The disclosure of her strange relations
with an unknown man and the exchange of presents and
confidences seemed to suddenly awake Fairley to a
vague, uneasy sense of some unfulfilled duties as a
parent. The first effect of this on his weak
nature was a peevish antagonism to the cause of it.
He had long, fretful monologues on the vanity of diamond-making,
if accompanied with a “pestering” by “interlopers;”
on the wickedness of concealment and conspiracy, and
their effects on charcoal-burning; on the nurturing
of spies and “adders” in the family circle,
and on the seditiousness of dark and mysterious councils
in which a gray-haired father was left out. It
was true that a word or look from Flip generally brought
these monologues to an inglorious and abrupt termination,
but they were none the less lugubrious as long as
they lasted. In time they were succeeded by an
affectation of contrite apology and self-depreciation.
“Don’t go out o’ the way to ask the
old man,” he would say, referring to the quantity
of bacon to be ordered; “it’s nat’ral
a young gal should have her own advisers.”
The state of the flour barrel would also produce a
like self-abasement. “Unless ye’re
already in correspondence about more flour, ye might
take the opinion o’ the first tramp ye meet
ez to whether Santa Cruz Mills is a good brand, but
don’t ask the old man.” If Flip was
in conversation with the butcher, Fairley would obtrusively
retire with the hope “he wasn’t intrudin’
on their secrets.”
These phases of her father’s
weakness were not frequent enough to excite her alarm,
but she could not help noticing they were accompanied
with a seriousness unusual to him. He began to
be tremulously watchful of her, returning often from
work at an earlier hour, and lingering by the cabin
in the morning. He brought absurd and useless
presents for her, and presented them with a nervous
anxiety, poorly concealed by an assumption of careless,
paternal generosity. “Suthin’ I picked
up at the Crossin’ for ye to-day,” he
would say, airily, and retire to watch the effect of
a pair of shoes two sizes too large, or a fur cap in
September. He would have hired a cheap parlor
organ for her, but for the apparently unexpected revelation
that she couldn’t play. He had received
the news of a clue to his long-lost son without emotion,
but lately he seemed to look upon it as a foregone
conclusion, and one that necessarily solved the question
of companionship for Flip. “In course, when
you’ve got your own flesh and blood with ye,
ye can’t go foolin’ around with strangers.”

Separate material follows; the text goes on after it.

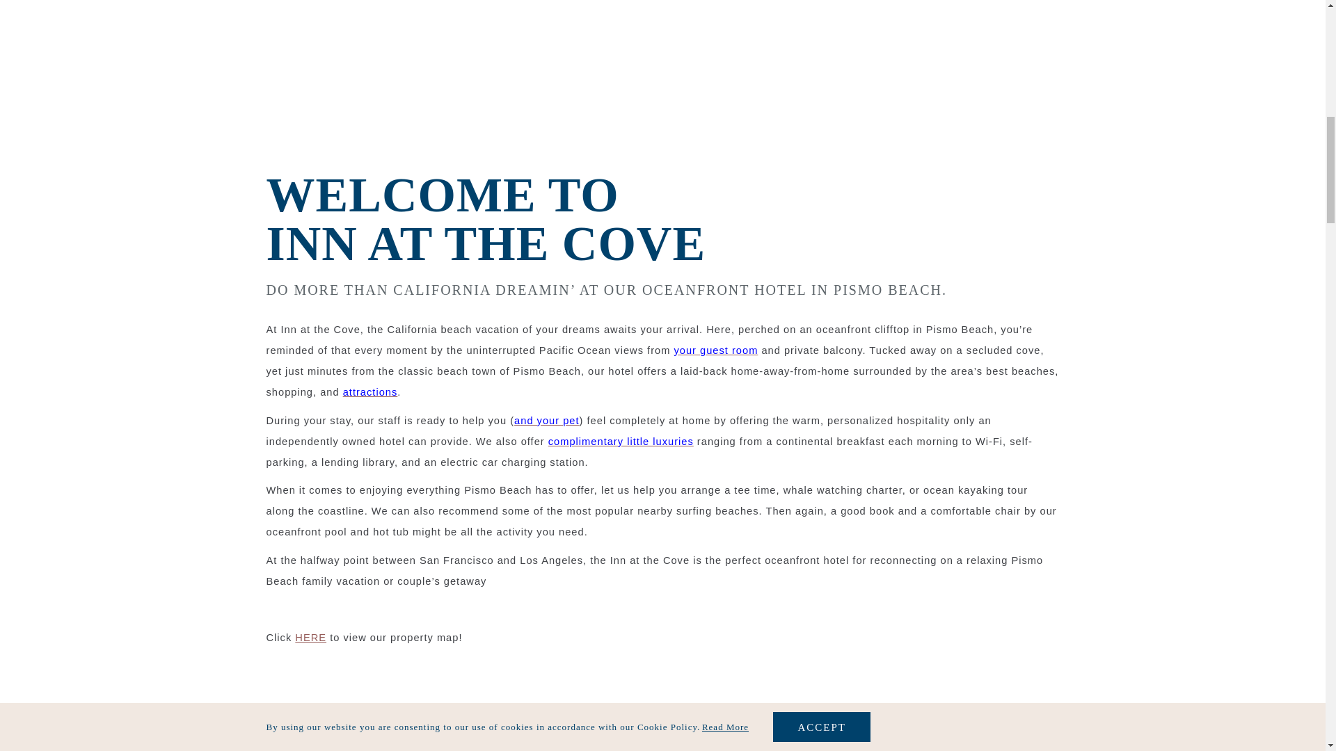 The height and width of the screenshot is (751, 1336). What do you see at coordinates (310, 637) in the screenshot?
I see `HERE` at bounding box center [310, 637].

These autumnal blossoms of affection, I fear, came
too late for any effect upon Flip, precociously matured
by her father’s indifference and selfishness.
But she was good humored, and, seeing him seriously
concerned, gave him more of her time, even visited
him in the sacred seclusion of the “diamond
pit,” and listened with far-off eyes to his
fitful indictment of all things outside his grimy laboratory.

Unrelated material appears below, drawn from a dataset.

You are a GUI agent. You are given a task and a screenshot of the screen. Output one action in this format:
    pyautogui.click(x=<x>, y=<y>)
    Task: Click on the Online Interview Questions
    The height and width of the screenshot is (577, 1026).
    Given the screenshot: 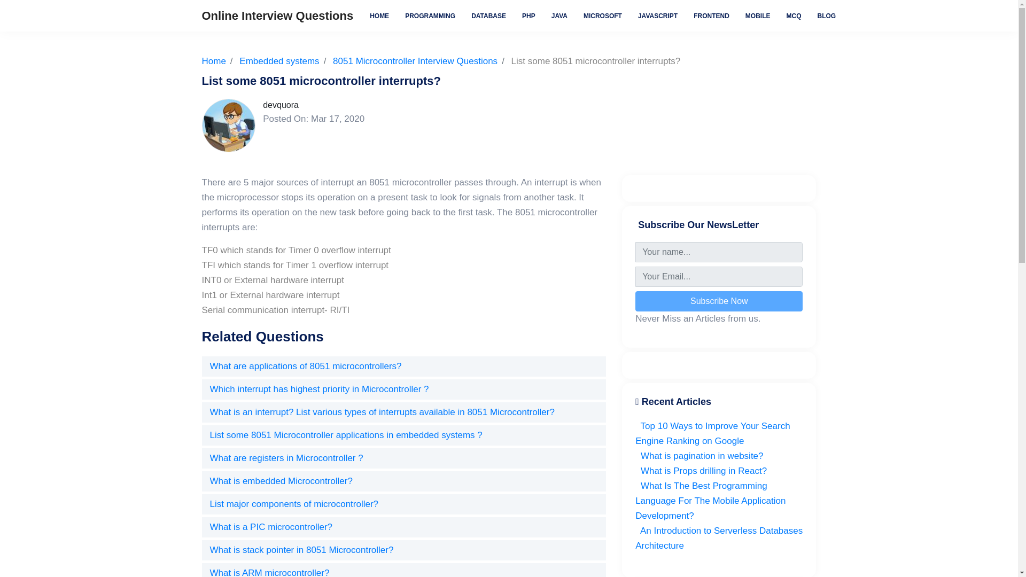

Much of this patient indifference came with a capricious
change in her own habits; she no longer indulged in
the rehearsal of dress, she packed away her most treasured
garments, and her leafy boudoir knew her no more.

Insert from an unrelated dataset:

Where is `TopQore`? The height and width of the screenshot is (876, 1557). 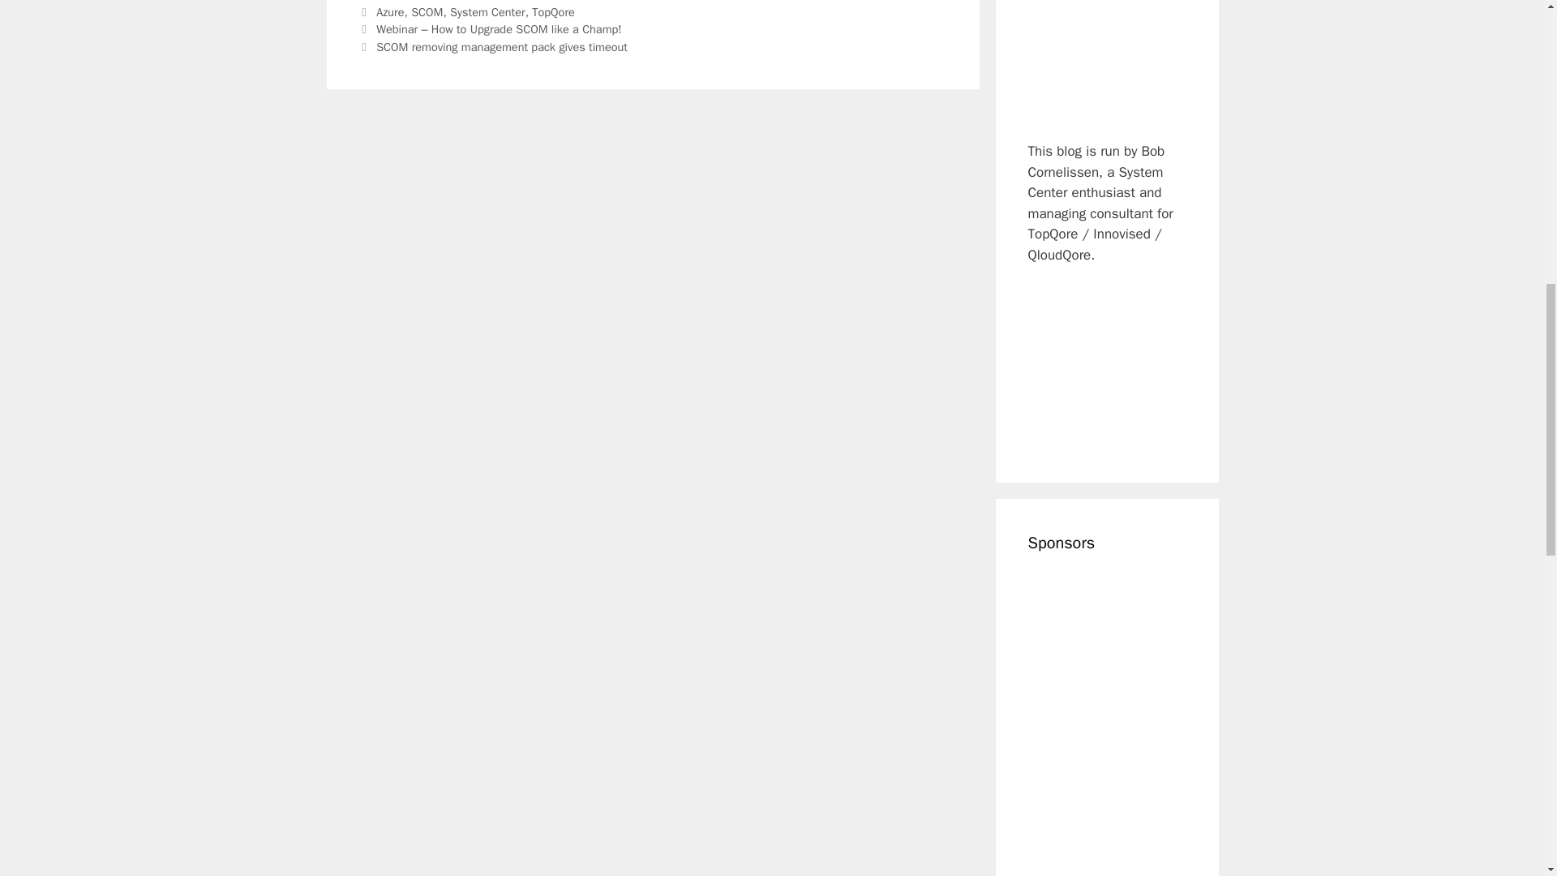 TopQore is located at coordinates (553, 11).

She sometimes walked on the hillside, and often followed
the trail she had taken with Lance when she led him
to the ranch. She once or twice extended her
walk to the spot where she had parted from him, and
as often came shyly away, her eyes downcast and her
face warm with color. Perhaps because these experiences
and some mysterious instinct of maturing womanhood
had left a story in her eyes, which her two adorers,
the Postmaster and the Butcher, read with passion,
she became famous without knowing it. Extravagant
stories of her fascinations brought strangers into
the valley. The effect upon her father may be
imagined. Lance could not have desired a more
effective guardian than he proved to be in this emergency.
Those who had been told of this hidden pearl were
surprised to find it so jealously protected.